Obviously, the real problem with this regulation is that it is, on the
evidence, both burdensome and not particularly well-justified in singling
utility poles out for the burden. But
that’s Lochner. The legislature is generally allowed to make
stupid laws—unless the plaintiff succeeds, as here, in using the First
Amendment to resurrect Lochner.
Likewise, the court found the information required to be
disclosed—that people who come into contact with the pole should wash their
hands—unconnected to the economic interests of PSEG or the people reading the
signs. First of all, the “solely” part
of “expression related solely to the economic interests of the speaker and its
audience” could never be taken literally, because advertising is almost always
about non-economic interests, aka preferences—my preferences for cereal that
tastes good, or coffee that is sustainably harvested, or ice cream made by
crunchy Vermont liberals. PSEG’s
interest in having the poles is
solely commercial: the poles enable it to sell electricity at a price less than
it would have to charge without poles.
True, it’s not speaking at all via the poles until required to make the
disclosure, but that just means that this particular framing of the commercial
speech test doesn’t work, not that the poles are noncommercial speech or that
PSEG’s silence on the matter is noncommercial silence.

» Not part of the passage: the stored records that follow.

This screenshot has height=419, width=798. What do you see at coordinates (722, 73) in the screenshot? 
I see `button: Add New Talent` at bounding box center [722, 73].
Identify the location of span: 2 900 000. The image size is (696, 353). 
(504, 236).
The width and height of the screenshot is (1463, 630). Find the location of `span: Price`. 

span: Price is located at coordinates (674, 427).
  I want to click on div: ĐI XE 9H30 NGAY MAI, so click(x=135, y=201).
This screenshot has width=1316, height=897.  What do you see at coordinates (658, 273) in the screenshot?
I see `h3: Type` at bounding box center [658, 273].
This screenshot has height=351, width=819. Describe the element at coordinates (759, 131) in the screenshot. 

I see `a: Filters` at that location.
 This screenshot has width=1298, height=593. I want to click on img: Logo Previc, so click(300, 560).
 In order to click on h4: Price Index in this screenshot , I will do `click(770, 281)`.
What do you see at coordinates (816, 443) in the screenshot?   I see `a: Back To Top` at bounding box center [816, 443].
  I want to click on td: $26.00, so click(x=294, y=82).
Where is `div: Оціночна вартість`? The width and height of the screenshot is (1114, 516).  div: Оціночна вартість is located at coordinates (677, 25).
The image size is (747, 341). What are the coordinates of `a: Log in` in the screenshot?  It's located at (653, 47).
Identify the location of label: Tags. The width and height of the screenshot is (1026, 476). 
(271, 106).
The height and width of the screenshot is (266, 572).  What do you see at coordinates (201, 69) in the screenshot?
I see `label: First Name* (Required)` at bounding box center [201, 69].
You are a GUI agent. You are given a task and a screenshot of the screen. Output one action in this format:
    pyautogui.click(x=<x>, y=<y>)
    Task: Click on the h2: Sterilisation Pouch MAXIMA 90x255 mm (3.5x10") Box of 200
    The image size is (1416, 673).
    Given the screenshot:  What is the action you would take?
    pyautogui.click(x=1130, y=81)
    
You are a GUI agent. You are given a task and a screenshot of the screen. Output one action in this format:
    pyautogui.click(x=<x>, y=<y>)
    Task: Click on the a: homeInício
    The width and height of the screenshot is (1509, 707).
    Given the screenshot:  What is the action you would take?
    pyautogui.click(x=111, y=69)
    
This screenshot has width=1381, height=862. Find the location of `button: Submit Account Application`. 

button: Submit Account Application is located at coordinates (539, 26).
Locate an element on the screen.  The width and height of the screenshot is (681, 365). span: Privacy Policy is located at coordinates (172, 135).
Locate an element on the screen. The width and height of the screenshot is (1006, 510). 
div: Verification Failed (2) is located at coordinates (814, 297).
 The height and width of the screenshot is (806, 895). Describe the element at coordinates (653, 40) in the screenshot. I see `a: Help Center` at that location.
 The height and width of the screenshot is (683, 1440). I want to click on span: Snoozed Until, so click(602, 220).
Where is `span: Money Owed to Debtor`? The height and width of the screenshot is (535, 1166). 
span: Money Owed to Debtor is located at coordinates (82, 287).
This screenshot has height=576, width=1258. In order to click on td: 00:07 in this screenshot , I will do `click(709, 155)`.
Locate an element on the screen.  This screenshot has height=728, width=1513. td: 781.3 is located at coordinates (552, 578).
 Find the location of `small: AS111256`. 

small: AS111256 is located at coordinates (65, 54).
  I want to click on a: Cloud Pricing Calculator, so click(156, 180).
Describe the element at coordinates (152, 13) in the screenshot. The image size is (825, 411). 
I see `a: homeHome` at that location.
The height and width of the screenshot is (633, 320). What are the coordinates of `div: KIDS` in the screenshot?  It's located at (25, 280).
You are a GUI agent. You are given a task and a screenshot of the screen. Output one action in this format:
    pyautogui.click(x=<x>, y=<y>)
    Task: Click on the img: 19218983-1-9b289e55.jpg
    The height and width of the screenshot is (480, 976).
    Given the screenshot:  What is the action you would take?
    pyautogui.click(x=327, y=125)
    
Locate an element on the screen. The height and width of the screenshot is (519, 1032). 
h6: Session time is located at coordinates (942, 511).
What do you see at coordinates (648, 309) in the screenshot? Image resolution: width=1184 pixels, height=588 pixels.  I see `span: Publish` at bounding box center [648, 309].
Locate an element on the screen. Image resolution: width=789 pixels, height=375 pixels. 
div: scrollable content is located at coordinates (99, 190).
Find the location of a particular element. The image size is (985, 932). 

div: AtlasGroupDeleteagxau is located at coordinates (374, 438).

(As for the bit about there’s no possible change of consumer
behavior here, and the court’s related point that consumers don’t have a choice
about getting their electricity from the local monopoly, consider this: the
Court in Central Hudson and Virginia Pharmacy defended truthful
commercial speech as useful to consumers both in helping them find the products
they wanted and in helping them make decisions about important matters of
economic regulation. To the extent that
the signs inform consumers of the danger of preservative-treated poles, they
definitely help people make decisions about the relative value of cheaper
energy and utility poles v. more expensive energy and underground wires. Most likely, most people will choose to live
with the tradeoff. But it’s still information
that is potentially relevant to them.)
Having found that this wasn’t commercial speech, the court
quickly determined that it wasn’t government speech either, because the
government wasn’t the speaker and wasn’t appropriating public funds to transmit
its message through private speakers.
With that out of the way, strict scrutiny applied. Even assuming that the risk of exposure to
the poles constituted a compelling government interest—something the court
seemed dubious about—there were less restrictive means of addressing the
problem, such as signs on public property or a public education campaign funded
by the Town itself. The Town’s argument
that this was less likely to reach people who were about to lean on poles was
insufficient to survive strict scrutiny. First, the Town didn’t prove that
warning signs were most likely to be effective; common sense wasn’t enough to justify the Town’s argument. Plus, the Town failed to explain why it
didn’t choose less restrictive means, such as creating and displaying the same
warning signs on any and all Town property, “of which there is far more than
the 23 privately-owned utility poles at issue in this case.” It could also send mail to residents about
the issue.
H/T Mark McKenna.
2 comments:
So are failure-to-warn product liability claims now subject to strict scrutiny? Traffic laws requiring the use of turn signals?
I think, according to the court, if the product is used by its purchasers (and not by those who have purchased it for them), warnings are still commercial speech. (As opposed to, as Post would say, not even commercial speech.) Otherwise: yes, also traffic laws. However, I suspect that at least traffic laws would survive strict scrutiny, though given the alternatives analysis the court goes through here mandatory warnings should not.